Inspire them with such a longing as will make his thought
Alive like patterns a murmuration of starlings
Rising in joy over wolds unwittingly weave;
- Look, Stranger!, WH Auden, 1936

If he came, so must she; but she was bored stiff by the whole performance; she felt, and looked, as alien as a bird of paradise in a murmuration of starlings.
- Miss Buncle's book, Dorothy Emily Stevenson, 1937

The clearing ended where a derelict stone building, roofless and black with spreading moss, held back a grove of leafless elms, where a murmuration of starlings was gathered.
- Titus Groan, Mervyn Peake, 1946

The new owners watched as a murmuration of starlings swooped and chattered in the fading sky;
- Mr.

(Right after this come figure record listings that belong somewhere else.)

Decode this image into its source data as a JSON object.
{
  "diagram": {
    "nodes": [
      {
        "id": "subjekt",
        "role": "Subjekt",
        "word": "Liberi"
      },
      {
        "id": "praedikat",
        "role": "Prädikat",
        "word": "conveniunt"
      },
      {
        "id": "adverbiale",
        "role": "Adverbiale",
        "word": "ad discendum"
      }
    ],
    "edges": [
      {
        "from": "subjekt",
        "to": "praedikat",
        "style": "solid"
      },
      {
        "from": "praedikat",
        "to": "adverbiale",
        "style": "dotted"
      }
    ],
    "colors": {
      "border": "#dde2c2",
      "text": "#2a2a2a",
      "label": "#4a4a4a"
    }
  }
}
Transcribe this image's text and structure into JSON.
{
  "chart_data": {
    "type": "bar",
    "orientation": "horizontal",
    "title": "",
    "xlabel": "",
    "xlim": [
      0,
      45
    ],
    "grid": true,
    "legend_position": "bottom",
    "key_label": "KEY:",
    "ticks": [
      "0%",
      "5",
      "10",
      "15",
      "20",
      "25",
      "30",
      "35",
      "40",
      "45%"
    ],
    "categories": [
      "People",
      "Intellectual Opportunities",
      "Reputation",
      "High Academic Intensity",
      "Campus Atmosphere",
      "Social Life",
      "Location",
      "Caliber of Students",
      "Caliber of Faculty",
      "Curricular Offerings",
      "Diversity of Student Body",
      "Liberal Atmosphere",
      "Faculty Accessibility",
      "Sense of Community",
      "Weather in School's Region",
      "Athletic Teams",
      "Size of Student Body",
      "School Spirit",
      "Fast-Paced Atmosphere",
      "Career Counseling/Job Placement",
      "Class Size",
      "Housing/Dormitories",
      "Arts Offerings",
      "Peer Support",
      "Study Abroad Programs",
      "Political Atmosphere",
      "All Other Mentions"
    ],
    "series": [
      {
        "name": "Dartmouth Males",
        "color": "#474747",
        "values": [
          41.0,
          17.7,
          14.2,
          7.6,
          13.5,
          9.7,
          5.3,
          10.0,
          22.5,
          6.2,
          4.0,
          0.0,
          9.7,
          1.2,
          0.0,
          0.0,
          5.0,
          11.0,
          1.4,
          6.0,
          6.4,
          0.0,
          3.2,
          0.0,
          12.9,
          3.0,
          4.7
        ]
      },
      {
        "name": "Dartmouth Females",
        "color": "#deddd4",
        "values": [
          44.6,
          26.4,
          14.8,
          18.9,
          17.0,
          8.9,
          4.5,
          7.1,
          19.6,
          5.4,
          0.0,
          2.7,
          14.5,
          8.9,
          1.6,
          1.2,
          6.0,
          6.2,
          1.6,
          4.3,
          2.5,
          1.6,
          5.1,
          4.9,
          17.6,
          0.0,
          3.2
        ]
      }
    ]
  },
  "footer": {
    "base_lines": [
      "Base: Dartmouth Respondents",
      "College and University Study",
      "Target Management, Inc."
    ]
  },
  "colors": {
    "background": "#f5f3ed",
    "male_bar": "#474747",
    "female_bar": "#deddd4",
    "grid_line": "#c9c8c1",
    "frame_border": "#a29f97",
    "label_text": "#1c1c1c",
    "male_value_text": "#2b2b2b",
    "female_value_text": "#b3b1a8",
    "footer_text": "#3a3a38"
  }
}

Blandings builds his dream house, Eric Hodgins, 1946

For once, the sun took her by surprise. A murmuration of starlings swept up from a wind-swept meadow swinging and shining with morning.
- A Clouded Star, Anne Parrish, 1948

They were brief and simple: Sussex, Oxford, London; birds, water meadows, a London Square where a murmuration of starlings arrived every evening to take possession of the plane trees;
- The greyhound in the leash, Joyce Mary Horner, 1949

Now, "murmuration" makes regular appearance in nature news stories as a practical collective name for the spectacular clouds of starlings seen at dusk before they roost for the night; see, variously, Murmuration of starlings signals that winter is here, Starlings' pier show on display, The mathematics of murmurating starlings, and so on. It's a nice word, and I hope it thrives. But to put in context, "murmuration of starlings" is, and always has been, used considerably less than the more mundane phrase "flock of starlings" (see Google Books N-gram Viewer again).